Dr Neil Shastri-Hurst MP has questioned the Government’s decision to shutdown Courtsdesk, a data analysis platform used by journalists to monitor court records and report on the performance of the justice system.
In November, HM Courts and Tribunals Service issued Courtsdesk with a cessation notice, ordering it to stop operating and delete its archive. The Ministry of Justice claimed the company had engaged in “unauthorised sharing” of court data while testing a new feature, describing the issue as a data protection concern.
Courtsdesk has been used by more than 1,500 journalists from 39 media organisations, and its reporting has helped expose serious delays and failures across the courts system.
Raising the issue in Parliament during an Urgent Question, Dr Shastri-Hurst asked the Courts Minister why, if the alleged breach was so serious, it was not reported to the Information Commissioner’s Office within the required 72-hour timeframe.
When Courtsdesk itself requested that the matter be referred to the regulator, the Ministry of Justice confirmed that no referral had been made.
Commenting after the parliamentary debate, Mr Shastri-Hurst said:
“If the data breach was genuinely as serious as the Government now claims, the obvious question is why it has never been reported. Either the breach met the threshold for reporting, or the decision to close Courtsdesk simply does not add up.”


TASK REQUIREMENTS: Repeat the full listing exactly.

******

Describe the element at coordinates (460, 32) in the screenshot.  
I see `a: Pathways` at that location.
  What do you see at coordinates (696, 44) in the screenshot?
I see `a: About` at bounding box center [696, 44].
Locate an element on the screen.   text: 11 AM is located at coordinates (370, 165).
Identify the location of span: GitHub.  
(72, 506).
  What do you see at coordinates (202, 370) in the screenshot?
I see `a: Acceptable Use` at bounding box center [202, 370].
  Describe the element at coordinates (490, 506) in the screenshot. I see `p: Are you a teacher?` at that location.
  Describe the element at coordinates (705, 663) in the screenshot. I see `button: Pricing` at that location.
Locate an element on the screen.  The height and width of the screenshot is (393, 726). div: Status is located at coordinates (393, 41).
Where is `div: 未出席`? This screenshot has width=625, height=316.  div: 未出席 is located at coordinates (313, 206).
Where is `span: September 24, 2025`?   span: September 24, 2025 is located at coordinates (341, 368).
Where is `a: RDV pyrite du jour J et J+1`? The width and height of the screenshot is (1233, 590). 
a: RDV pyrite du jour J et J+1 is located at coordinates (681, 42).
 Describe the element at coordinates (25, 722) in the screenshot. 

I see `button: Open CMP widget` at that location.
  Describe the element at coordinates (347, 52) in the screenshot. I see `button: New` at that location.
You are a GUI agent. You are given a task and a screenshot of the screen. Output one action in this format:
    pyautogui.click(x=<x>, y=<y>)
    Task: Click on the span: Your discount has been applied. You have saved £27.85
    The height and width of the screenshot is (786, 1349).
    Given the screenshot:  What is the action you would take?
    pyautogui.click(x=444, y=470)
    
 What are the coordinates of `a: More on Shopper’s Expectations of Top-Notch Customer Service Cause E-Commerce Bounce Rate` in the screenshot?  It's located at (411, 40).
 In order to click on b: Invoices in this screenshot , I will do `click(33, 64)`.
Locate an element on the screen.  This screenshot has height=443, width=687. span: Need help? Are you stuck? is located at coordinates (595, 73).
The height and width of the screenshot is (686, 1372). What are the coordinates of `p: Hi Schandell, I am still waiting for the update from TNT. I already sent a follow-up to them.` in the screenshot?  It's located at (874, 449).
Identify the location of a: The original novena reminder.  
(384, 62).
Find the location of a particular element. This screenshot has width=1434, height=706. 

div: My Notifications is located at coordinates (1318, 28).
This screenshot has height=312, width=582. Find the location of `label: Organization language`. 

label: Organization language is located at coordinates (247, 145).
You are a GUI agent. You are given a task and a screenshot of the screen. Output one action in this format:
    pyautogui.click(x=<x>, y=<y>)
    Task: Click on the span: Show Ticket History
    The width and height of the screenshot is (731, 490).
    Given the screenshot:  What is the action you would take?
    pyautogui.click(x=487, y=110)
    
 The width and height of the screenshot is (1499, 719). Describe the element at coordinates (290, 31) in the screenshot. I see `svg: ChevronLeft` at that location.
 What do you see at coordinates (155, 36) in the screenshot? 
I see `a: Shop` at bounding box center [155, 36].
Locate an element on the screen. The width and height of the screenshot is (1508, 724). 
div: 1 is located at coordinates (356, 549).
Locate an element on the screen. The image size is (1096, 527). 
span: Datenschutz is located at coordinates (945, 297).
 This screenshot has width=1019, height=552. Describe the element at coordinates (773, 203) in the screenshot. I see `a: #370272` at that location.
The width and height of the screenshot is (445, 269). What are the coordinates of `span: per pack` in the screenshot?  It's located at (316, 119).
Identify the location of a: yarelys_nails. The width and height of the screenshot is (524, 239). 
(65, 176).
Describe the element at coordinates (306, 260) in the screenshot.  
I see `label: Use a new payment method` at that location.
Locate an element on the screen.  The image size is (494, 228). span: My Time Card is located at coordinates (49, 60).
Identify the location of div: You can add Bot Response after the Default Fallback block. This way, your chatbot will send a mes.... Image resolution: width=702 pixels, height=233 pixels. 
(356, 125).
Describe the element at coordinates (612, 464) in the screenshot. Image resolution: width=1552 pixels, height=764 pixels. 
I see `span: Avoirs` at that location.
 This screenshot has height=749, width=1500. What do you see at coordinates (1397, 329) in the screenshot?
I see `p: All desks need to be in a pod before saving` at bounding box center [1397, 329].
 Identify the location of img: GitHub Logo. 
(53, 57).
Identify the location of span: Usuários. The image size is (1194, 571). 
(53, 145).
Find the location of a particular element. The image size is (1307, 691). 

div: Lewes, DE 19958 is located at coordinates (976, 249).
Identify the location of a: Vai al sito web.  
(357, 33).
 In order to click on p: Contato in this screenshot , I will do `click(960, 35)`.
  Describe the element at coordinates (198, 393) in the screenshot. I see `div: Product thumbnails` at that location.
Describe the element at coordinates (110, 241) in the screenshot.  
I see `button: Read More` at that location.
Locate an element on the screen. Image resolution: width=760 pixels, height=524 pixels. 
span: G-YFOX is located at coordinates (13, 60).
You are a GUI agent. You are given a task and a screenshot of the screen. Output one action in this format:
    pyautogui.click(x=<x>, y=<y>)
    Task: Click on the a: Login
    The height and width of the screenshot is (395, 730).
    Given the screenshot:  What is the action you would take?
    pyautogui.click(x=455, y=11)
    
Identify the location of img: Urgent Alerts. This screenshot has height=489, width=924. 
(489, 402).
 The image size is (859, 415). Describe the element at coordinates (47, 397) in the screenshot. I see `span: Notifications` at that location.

******

RESPONSE TO THIS TASK:
Describe the element at coordinates (460, 32) in the screenshot.  
I see `a: Pathways` at that location.
  What do you see at coordinates (696, 44) in the screenshot?
I see `a: About` at bounding box center [696, 44].
Locate an element on the screen.   text: 11 AM is located at coordinates (370, 165).
Identify the location of span: GitHub.  
(72, 506).
  What do you see at coordinates (202, 370) in the screenshot?
I see `a: Acceptable Use` at bounding box center [202, 370].
  Describe the element at coordinates (490, 506) in the screenshot. I see `p: Are you a teacher?` at that location.
  Describe the element at coordinates (705, 663) in the screenshot. I see `button: Pricing` at that location.
Locate an element on the screen.  The height and width of the screenshot is (393, 726). div: Status is located at coordinates (393, 41).
Where is `div: 未出席`? This screenshot has width=625, height=316.  div: 未出席 is located at coordinates (313, 206).
Where is `span: September 24, 2025`?   span: September 24, 2025 is located at coordinates (341, 368).
Where is `a: RDV pyrite du jour J et J+1`? The width and height of the screenshot is (1233, 590). 
a: RDV pyrite du jour J et J+1 is located at coordinates (681, 42).
 Describe the element at coordinates (25, 722) in the screenshot. 

I see `button: Open CMP widget` at that location.
  Describe the element at coordinates (347, 52) in the screenshot. I see `button: New` at that location.
You are a GUI agent. You are given a task and a screenshot of the screen. Output one action in this format:
    pyautogui.click(x=<x>, y=<y>)
    Task: Click on the span: Your discount has been applied. You have saved £27.85
    The height and width of the screenshot is (786, 1349).
    Given the screenshot:  What is the action you would take?
    pyautogui.click(x=444, y=470)
    
 What are the coordinates of `a: More on Shopper’s Expectations of Top-Notch Customer Service Cause E-Commerce Bounce Rate` in the screenshot?  It's located at (411, 40).
 In order to click on b: Invoices in this screenshot , I will do `click(33, 64)`.
Locate an element on the screen.  This screenshot has height=443, width=687. span: Need help? Are you stuck? is located at coordinates (595, 73).
The height and width of the screenshot is (686, 1372). What are the coordinates of `p: Hi Schandell, I am still waiting for the update from TNT. I already sent a follow-up to them.` in the screenshot?  It's located at (874, 449).
Identify the location of a: The original novena reminder.  
(384, 62).
Find the location of a particular element. This screenshot has width=1434, height=706. 

div: My Notifications is located at coordinates (1318, 28).
This screenshot has height=312, width=582. Find the location of `label: Organization language`. 

label: Organization language is located at coordinates (247, 145).
You are a GUI agent. You are given a task and a screenshot of the screen. Output one action in this format:
    pyautogui.click(x=<x>, y=<y>)
    Task: Click on the span: Show Ticket History
    The width and height of the screenshot is (731, 490).
    Given the screenshot:  What is the action you would take?
    pyautogui.click(x=487, y=110)
    
 The width and height of the screenshot is (1499, 719). Describe the element at coordinates (290, 31) in the screenshot. I see `svg: ChevronLeft` at that location.
 What do you see at coordinates (155, 36) in the screenshot? 
I see `a: Shop` at bounding box center [155, 36].
Locate an element on the screen. The width and height of the screenshot is (1508, 724). 
div: 1 is located at coordinates (356, 549).
Locate an element on the screen. The image size is (1096, 527). 
span: Datenschutz is located at coordinates (945, 297).
 This screenshot has width=1019, height=552. Describe the element at coordinates (773, 203) in the screenshot. I see `a: #370272` at that location.
The width and height of the screenshot is (445, 269). What are the coordinates of `span: per pack` in the screenshot?  It's located at (316, 119).
Identify the location of a: yarelys_nails. The width and height of the screenshot is (524, 239). 
(65, 176).
Describe the element at coordinates (306, 260) in the screenshot.  
I see `label: Use a new payment method` at that location.
Locate an element on the screen.  The image size is (494, 228). span: My Time Card is located at coordinates (49, 60).
Identify the location of div: You can add Bot Response after the Default Fallback block. This way, your chatbot will send a mes.... Image resolution: width=702 pixels, height=233 pixels. 
(356, 125).
Describe the element at coordinates (612, 464) in the screenshot. Image resolution: width=1552 pixels, height=764 pixels. 
I see `span: Avoirs` at that location.
 This screenshot has height=749, width=1500. What do you see at coordinates (1397, 329) in the screenshot?
I see `p: All desks need to be in a pod before saving` at bounding box center [1397, 329].
 Identify the location of img: GitHub Logo. 
(53, 57).
Identify the location of span: Usuários. The image size is (1194, 571). 
(53, 145).
Find the location of a particular element. The image size is (1307, 691). 

div: Lewes, DE 19958 is located at coordinates (976, 249).
Identify the location of a: Vai al sito web.  
(357, 33).
 In order to click on p: Contato in this screenshot , I will do `click(960, 35)`.
  Describe the element at coordinates (198, 393) in the screenshot. I see `div: Product thumbnails` at that location.
Describe the element at coordinates (110, 241) in the screenshot.  
I see `button: Read More` at that location.
Locate an element on the screen. Image resolution: width=760 pixels, height=524 pixels. 
span: G-YFOX is located at coordinates (13, 60).
You are a GUI agent. You are given a task and a screenshot of the screen. Output one action in this format:
    pyautogui.click(x=<x>, y=<y>)
    Task: Click on the a: Login
    The height and width of the screenshot is (395, 730).
    Given the screenshot:  What is the action you would take?
    pyautogui.click(x=455, y=11)
    
Identify the location of img: Urgent Alerts. This screenshot has height=489, width=924. 
(489, 402).
 The image size is (859, 415). Describe the element at coordinates (47, 397) in the screenshot. I see `span: Notifications` at that location.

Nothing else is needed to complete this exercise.